To begin with, the aforementioned example is an over-perpetuated myth. Colleges don’t compare two dynamically different students and choose one or the other based on race or class. Using affirmative action is merely a more holistic approach that takes into account a student’s entire background and any adversities they have had to face. 

For example, if one child’s family doesn’t have the means to afford an SAT tutor, but the child still does exceptionally well on their SATs, it reflects even better on that student’s skill and intelligence than the same score of an upper-class child’s does. An anonymous Hills junior said, “There was a significant difference in my scores before and after receiving SAT tutoring. I probably couldn’t get my scores up that much on my own.”

Lower-class students have to work twice as hard to get half as far as wealthy children, overcoming the barriers of an inadequate public schooling system or struggling with poverty at home that leaves no time for clubs or sports. Affirmative action isn’t just a “pity acceptance” but a completely just process that makes it possible to fully evaluate a student’s profile based on preexisting circumstances that do affect performance.

While some may agree with affirmative action on the basis of class, the more disputed aspect is affirmative action with regards to a candidate’s race. Many believe that they are being unfairly discriminated against for their ethnicity during the college admissions process. 

An anonymous student at Pascack Hills when asked complained to me that, “Affirmative action is just a type of reverse racism. It’s unfair that minorities are now the ones who are getting special treatment even over other poorer white kids.” Are white children of the same or perhaps lower socioeconomic status as children of color being unfairly shunned from universities when both groups are at similar disadvantages? The answer is no. Though they both are of the same class, minorities simply experience public education differently.

The US Department of Education proved that black students are three times as likely to get expelled than their white peers, a trend that persists even for children as young as preschoolers. The American Educational Research Association found that “black third graders are half as likely as whites to participate in gifted and talented programs.” Racism affects children in their school life and hinders their ability to perform, a fact that is taken into account by affirmative action and ameliorated. Despite what many believe, a poor white child is actually at an advantage over their black peers at school. 

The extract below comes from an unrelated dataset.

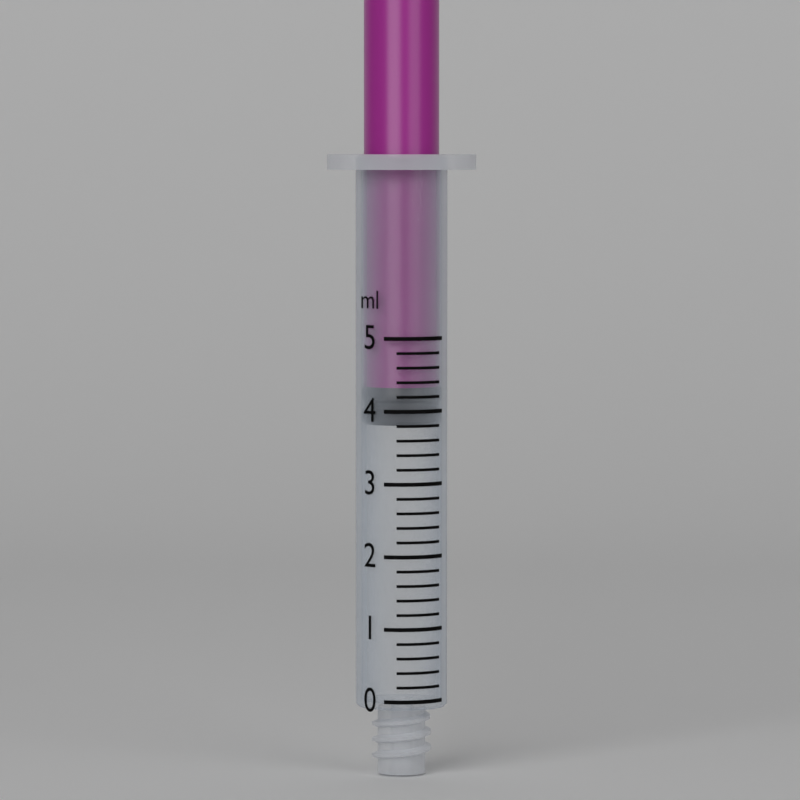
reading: 3.8 ml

If the approach to college acceptance is altered to only rely on the facts on paper, not socioeconomic status or race, we as a society risk the abandonment of these victims of the system in the crashing tide of American poverty and failure. As lower-class students and students of color continually get denied from selective colleges, they pass on their strife to their children who will, in turn, be denied from selective schools for the same reasons as their parents did. 

This systematic strife would successfully ensure an end to any social mobility within impoverished and oppressed communities. The cycle will repeat generation after generation: children will continue to have unequal schooling, they will be denied higher education and thus subjugated to lower-paying jobs, and finally will be unable to provide better learning tools for their children. The middle class will effectively disappear, and we will revert to feudality in a modern-day, first-world country that prides itself on equality for all. Affirmative action is imperative in ending the cruel pattern that dictates the despondency of circumstance based poverty, not a handout for lazy individuals who don’t deserve help. 

To fully understand the importance of affirmative action, we must understand the preordained prejudice and inequality that plague many Americans from birth, and how these facets of a person’s life will inevitably and inexorably put them at a disadvantage to others. Affirmative action is a correction to the flawed system, not a type of “reverse racism” that will cripple the elite. The program simply levels the playing field for those who have been marginalized historically and have been denied such opportunities in the past based on their identities. 

Many privileged people fear their advantages to be seized unjustly from them, but why should they have these advantages in the first place? Why have we let the wealthy monopolize higher-level education and let the system fester into an unrecognizably racist, classist machine? A college education is essential to stay afloat in the job force, but for some, it is incomparably easier to obtain, leaving the others in the dust of destitution; it is a rigged game that only the rich can win unscathed. The only way to keep the upper class from disfiguring society even more is to allow for mobility and integration between all classes and races in the most common ticket out of poverty: a college education.